From far away there came a m.u.f.fled sound as if a door had been roughly closed, and the Lady Rochford shot out a little sound between a scream and a sigh.

'Why, you are very affrighted,' the Queen said. 'One would think you feared robbers; but my guards are too good.'

She began to unloosen from her hood her jewel, which was a rose fas.h.i.+oned out of pink sh.e.l.l work set with huge dewdrops of diamonds and crowned with a little crown of gold.

'G.o.d knows,' she said, 'I ha' trinkets enow for robbers. It takes me too long to undo them. I would the King did not so load me.'

'Your Highness is too humble for a Queen,' the old Lady Rochford grumbled. 'Let me aid you, since the maid is gone. I would not have you speak your maids so humbly. My Cousin Anne that was the Queen----'

She came stiffly and heavily forward from the bed with her hands out to discoif her lady; but the Queen turned her head, caught at her fat hand, put it against her cheek and fondled it.

'I would have your Highness feared by all,' the old lady said.

'I would have myself by all beloved,' Katharine answered. 'What, am I to play the Queen and Highness to such serving-maids as I was once the fellow and companion to?'

'Your Highness should not have sent the wench away,' the old woman said.

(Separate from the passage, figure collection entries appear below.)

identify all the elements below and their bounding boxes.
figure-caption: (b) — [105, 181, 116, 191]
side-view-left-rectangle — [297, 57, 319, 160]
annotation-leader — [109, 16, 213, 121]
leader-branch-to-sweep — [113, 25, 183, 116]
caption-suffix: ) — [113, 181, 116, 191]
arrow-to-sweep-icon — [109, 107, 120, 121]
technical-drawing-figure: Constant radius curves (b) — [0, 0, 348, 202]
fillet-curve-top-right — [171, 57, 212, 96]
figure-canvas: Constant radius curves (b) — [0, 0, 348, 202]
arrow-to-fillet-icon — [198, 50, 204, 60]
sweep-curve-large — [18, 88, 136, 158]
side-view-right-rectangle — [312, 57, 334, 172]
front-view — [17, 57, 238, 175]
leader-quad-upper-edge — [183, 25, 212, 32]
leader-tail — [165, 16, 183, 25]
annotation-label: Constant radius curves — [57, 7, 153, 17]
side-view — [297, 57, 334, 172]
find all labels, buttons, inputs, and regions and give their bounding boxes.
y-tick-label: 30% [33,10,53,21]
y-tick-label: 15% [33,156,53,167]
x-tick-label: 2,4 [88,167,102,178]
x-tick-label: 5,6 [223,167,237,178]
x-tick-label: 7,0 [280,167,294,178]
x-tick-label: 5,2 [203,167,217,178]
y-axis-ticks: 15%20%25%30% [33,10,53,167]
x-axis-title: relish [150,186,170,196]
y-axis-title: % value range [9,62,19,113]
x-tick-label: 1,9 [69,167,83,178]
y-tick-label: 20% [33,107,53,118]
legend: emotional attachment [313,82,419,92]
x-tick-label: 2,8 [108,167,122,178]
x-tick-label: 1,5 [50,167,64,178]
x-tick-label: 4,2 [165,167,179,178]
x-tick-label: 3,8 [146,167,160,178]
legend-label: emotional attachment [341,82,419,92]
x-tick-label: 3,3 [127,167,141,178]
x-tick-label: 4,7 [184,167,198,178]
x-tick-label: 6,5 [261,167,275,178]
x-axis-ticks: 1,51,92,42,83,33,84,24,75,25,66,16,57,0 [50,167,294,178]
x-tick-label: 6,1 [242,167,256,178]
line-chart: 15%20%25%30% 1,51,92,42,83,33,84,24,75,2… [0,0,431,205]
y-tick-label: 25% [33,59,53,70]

'Well, you have taken on a very sour voice,' the Queen said. 'I will study to pleasure you more. Get you now back and rest you, for I know you stand uneasily, and you shall not uncoif me.'

She began to unpin her coif, laying the golden pins in the silver candle-dishes. When her hair was thus set free of a covering, though it was smoothly braided and parted over her forehead, yet it was lightly rebellious, so that little mists of it caught the light, golden and rejoiceful. Her face was serious, her nose a little peaked, her lips rested lightly together, and her blue eyes steadily challenged their counterparts in the mirror with an a.s.sured and gentle glance.

'Why,' she said, 'I believe you have the right of it--but for a queen I must be the same make of queen that I am as a woman. A queen gracious rather than a queen regnant; a queen to grant pet.i.tions rather than one to brush aside the pet.i.tioners.'

She stopped and mused.

'Yet,' she said, 'you will do me the justice to say that in the open and in the light of day, when men are by or the King's presence demands it, I do ape as well as I may the painted queens of galleries and the stately ladies that are to be seen in pictured books.'

'I would not have had you send away the maid,' the old Lady Rochford said.

'G.o.d help me,' the Queen answered. 'I stayed her pet.i.tion till the morrow. Is that not queening it enough?'

The Lady Rochford suddenly wrung her hands.

'I had rather,' she said, 'you had heard her and let her stay. Here there are not people enough to guard you. You should have many scores of people. This is a dreary place.'

'Heaven help me,' the Queen said. 'If I were such a queen as to be affrighted, you would affright me. Tell me of your cousin that was a sinful queen.'

The Lady Rochford raised her hands lamentably and bleated out--

'Ah G.o.d, not to-night!'

'You have been ready enough on other nights,' the Queen said. And, indeed, it was so much the practice of this lady to talk always of her cousin, whose death had affrighted her, that often the Queen had begged her to cease. But to-night she was willing to hear, for she felt afraid of no omens, and, being joyful, was full of pity for the dead unfortunate. She began with slow, long motions to withdraw the great pins from her hair. The deep silence settled down again, and she hummed the melancholy and stately tune that goes with the words--

_'When all the little hills are hid in snow,_ _And all the small brown birds by frost are slain,_ _And sad and slow_ _The silly sheep do go,_ _All seeking shelter to and fro--_ _Come once again_ _To these familiar, silent, misty lands----'_

And--

'Aye,' she said; 'to these ancient and familiar lands of the dear saints, please G.o.d, when the winter snows are upon them, once again shall come the feet of G.o.d's messenger, for this is the joyfullest day this land hath known since my namesake was cast down and died.'

Suddenly there were m.u.f.fled cries from beyond the thick door in the corridor, and on the door itself resounding blows. The Lady Rochford gave out great shrieks, more than her feeble body could have been deemed to hold.